A summary of ‘all Israel’

From time to time I write an ‘extended article’ where it is to explore a theological topic. As part of the ever-so-slow to write on various aspects of eschatology but also as feeding into issues surrounding soteriology (salvation – what does that entail) this latest piece on Israel seemed to be what came next. The full article can be read /downloaded:

All Israel will be saved

It is a bit of a read so now that it is completed here is a summary of the key points.

‘Jew’ and ‘Israel’ are not used synonymously

Consistently from the Exile (597BC) and even from the Assyrian conquest (722BC) the term ‘Israel’ and the term ‘Jew’ were not used synonymously. Jew being the term for the people of the southern kingdom (of the tribe of Judah and Benjamin); Israel never returning to the land (northern 10 tribes) – though Samaritans claimed to be Israelites. This Samaritan claim was debated but never was it debated that they were Jews. Consistently in what is termed Second Temple Judaism the term ‘Israel’ was only applied to the whole nation (or the ‘lost’ tribes), to the people when referring to them in history past, or when expressing a hope in the future of their restoration (hence the question to Jesus by the disciples).

  • All Israel will be saved is not referring to the Jews of Paul’s day, but is expressing the hope that has been carried for centuries, such as is expressed in the New Covenant promise of Jer. 31 – a covenant made with both houses (north and south) thus with ‘Israel’.

Paul does not use a temporal phrase such as ‘and then’

The phrase he uses is ‘and in this way’ all Israel will be saved. This is the normal way the phrase is used and the consistent way he uses the phrase in his writings. He could / would have used a totally different phrase should he have wished to convey something that will suddenly occur at the eschaton.

He has been arguing from the opening Romans 9 concerning how God has been and continues to be faithful to his/her promises. He is not outlining a timetable nor even seeking to explain why so many Jews had not welcomed their Messiah.

  • God is faithful and Paul argues that there is a process going on that will lead to all Israel being saved. That process is already taking place – and the process involves the Gospel going to the nations (the Gentiles – ta ethne).
  • Israel (as in the northern tribes) are among the nations (Josephus goes to great lengths to explain this) so for them to come in the Gospel has to go to them, even though the majority of them have been ‘Gentilised’, such is the faithfulness of God.

Those Gentiles who respond to Jesus are incorporated into Israel

Converted Gentiles do not become Jews but the terms used of Israel are applied to them. Israel’s ancestors are their ancestors; Paul describes converts as ‘when you were Gentiles’ and as ‘chiidren of Abraham’.

  • Thus a second strand of ‘all Israel’ is that of Gentiles being incorporated in – or as described in Rom. 11 – grated into the (one) Olive tree.

‘All Israel’ never meant ‘all Jews’ and it also never meant all physical descendants of Abraham, for not all ‘children / offspring of Abraham’ were the ‘seed of Abraham’. Faith meant that those who were of Abraham was (both) smaller than those who were physically descended from Abraham and also that it was bigger than those who were physically descended from Abraham.

  • Salvation then is a process that is ongoing as the good news of Jesus comes to the whole world, and in this way the promises will be fulfilled by the faithful God.

Of course there is much more in what I have written in the article and I acknowledge the recent research and writings of Jason Staples (such as ‘Paul and the Resurrection of Israel’).

A return to the land was always predicated on repentance; nowhere in the New Testament is there indicated that there are two paths to salvation (an using that word we should not reduce it to the binary understanding of ‘heaven’ or ‘hell’).

I do suggest in the article that there is a particular focus on the land we call Israel as a place where reconciliation of differences should be manifested; I do not look to the land as somehow carrying a ‘promise’ in the way that Christian Zionism does – I think Paul gives that hope to the world (kosmos).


* _Task item_
Reproduce the listing in full, pictures excluded.

* _Exercise inputs_
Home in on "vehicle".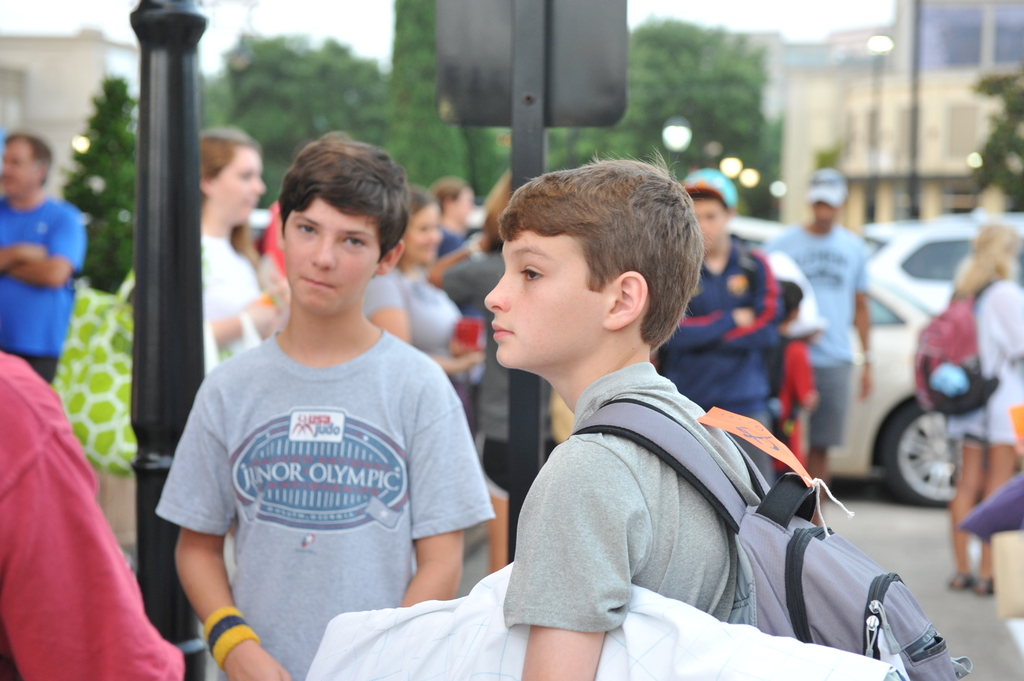
Homed in at 726,211,964,505.
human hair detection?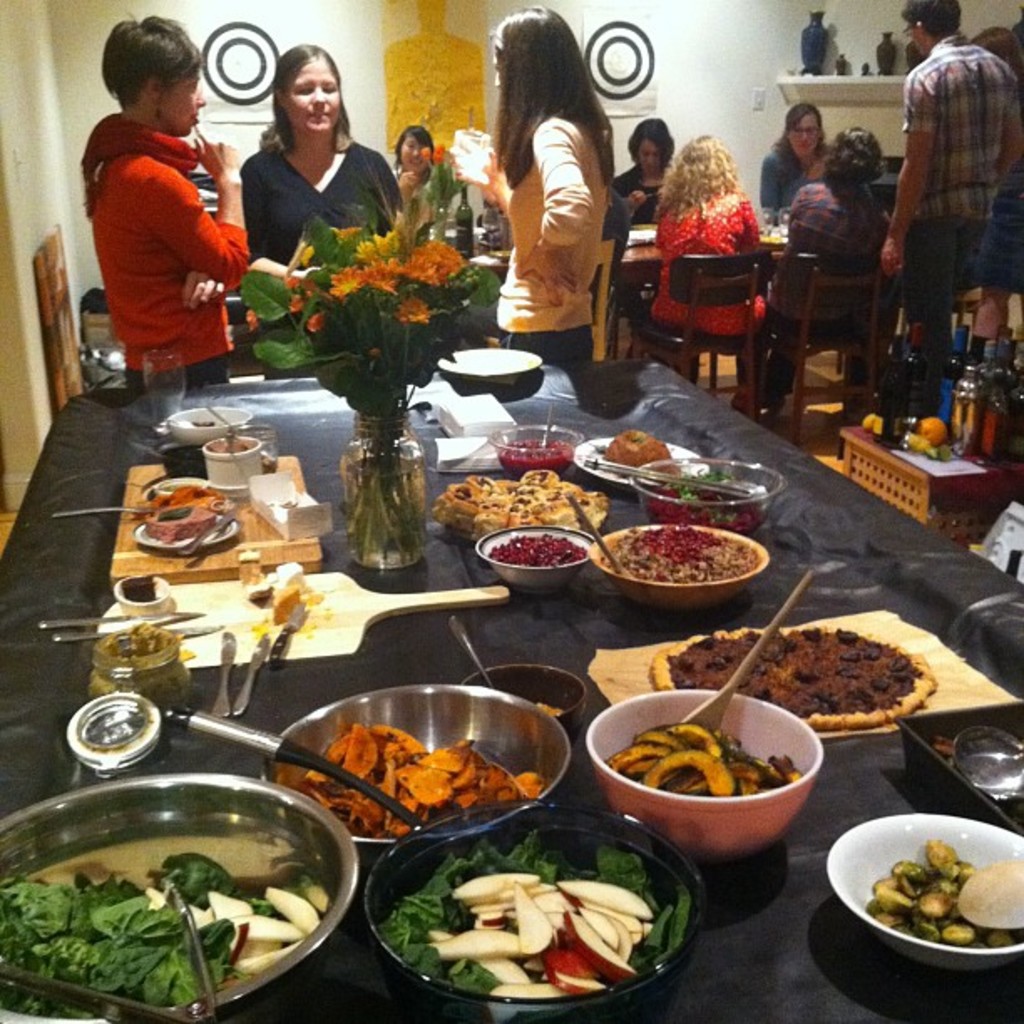
select_region(822, 124, 883, 186)
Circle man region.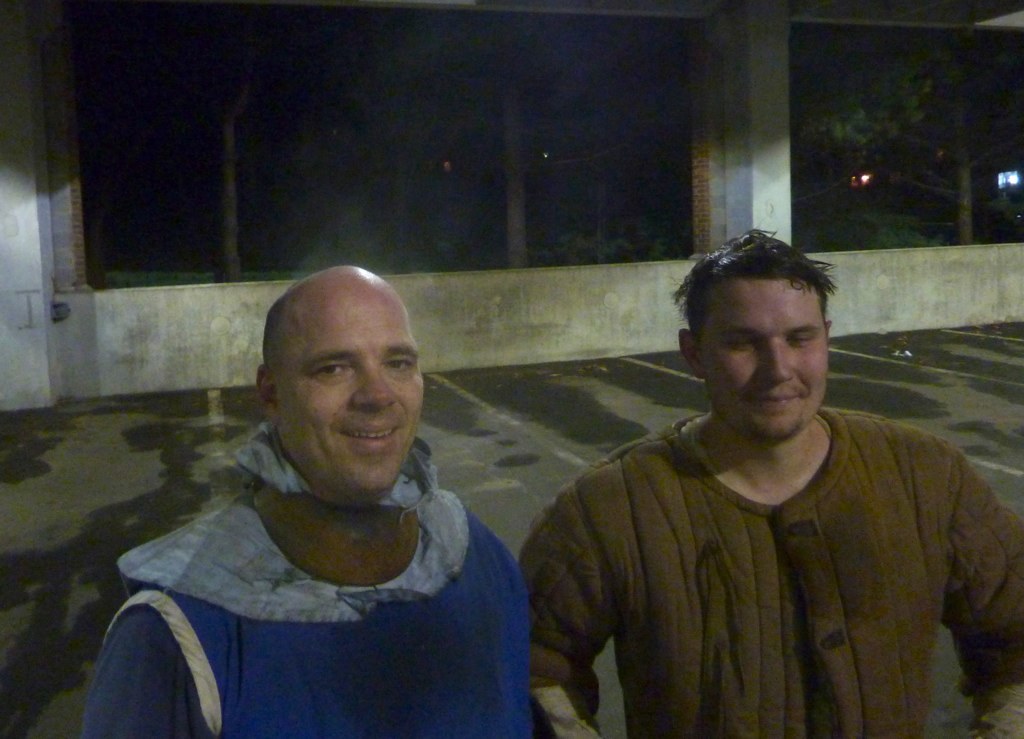
Region: BBox(516, 238, 1023, 729).
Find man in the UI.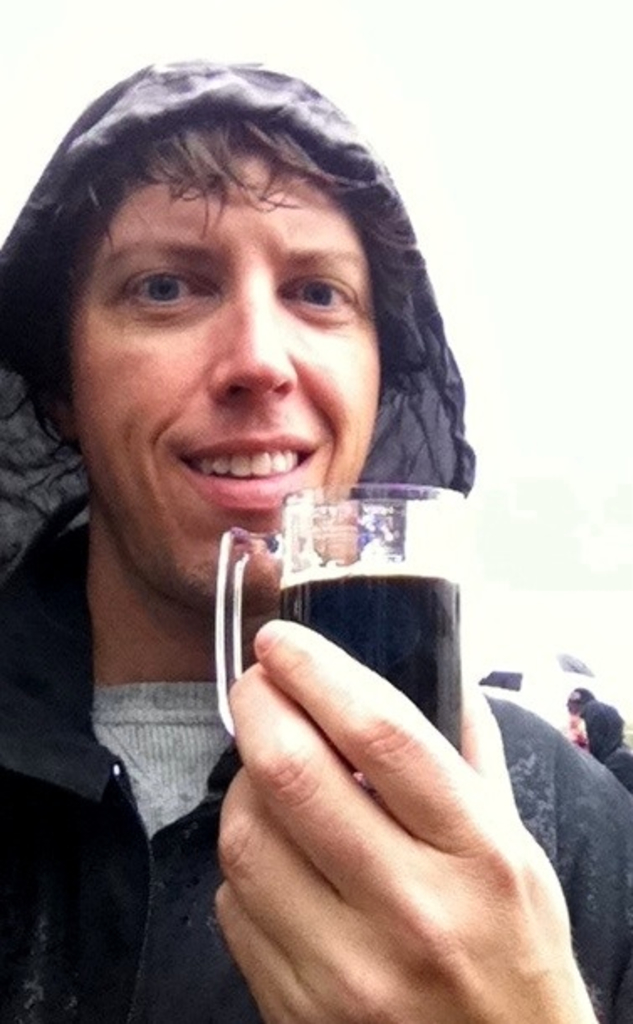
UI element at <bbox>0, 50, 631, 1022</bbox>.
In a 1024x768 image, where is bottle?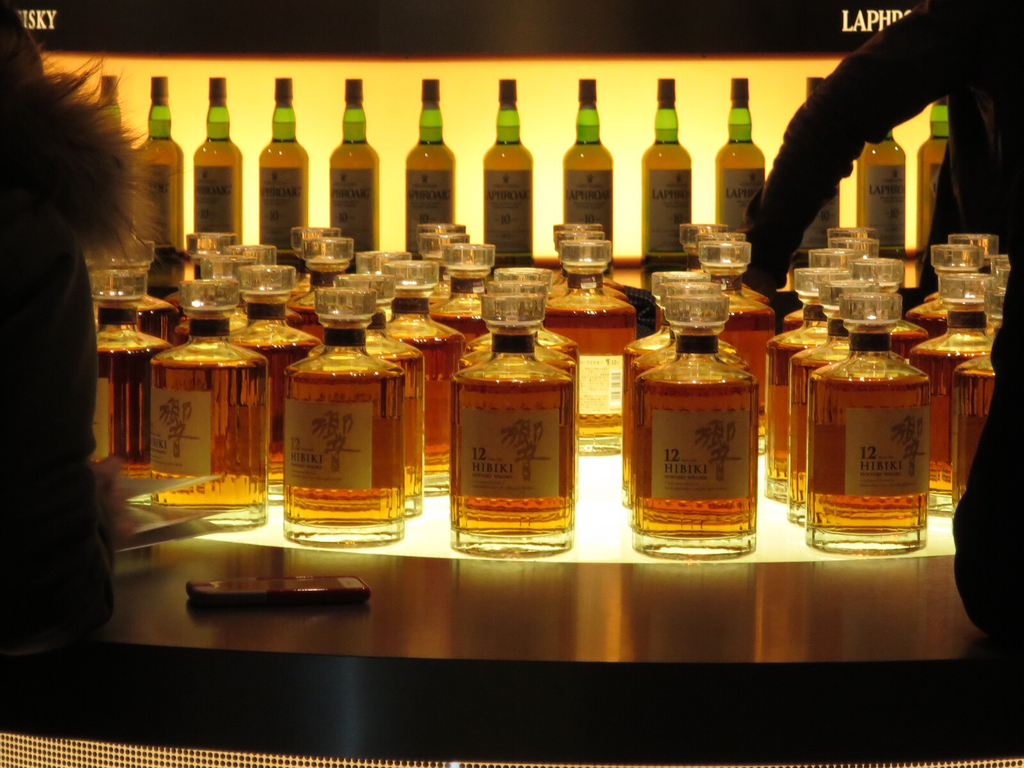
left=641, top=80, right=691, bottom=273.
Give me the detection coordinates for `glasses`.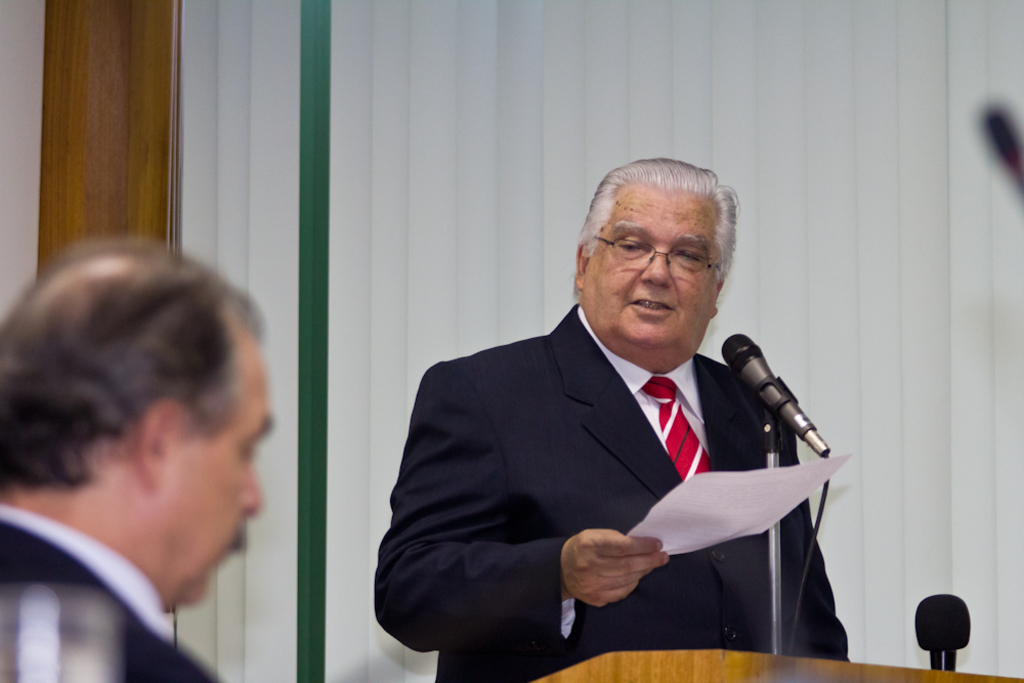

* _Written response_
Home in on "vehicle".
Homed in at 726,211,964,505.
human hair detection?
select_region(822, 124, 883, 186)
Circle man region.
Region: BBox(516, 238, 1023, 729).
Find man in the UI.
UI element at <bbox>0, 50, 631, 1022</bbox>.
In a 1024x768 image, where is bottle?
left=641, top=80, right=691, bottom=273.
Give me the detection coordinates for `glasses`.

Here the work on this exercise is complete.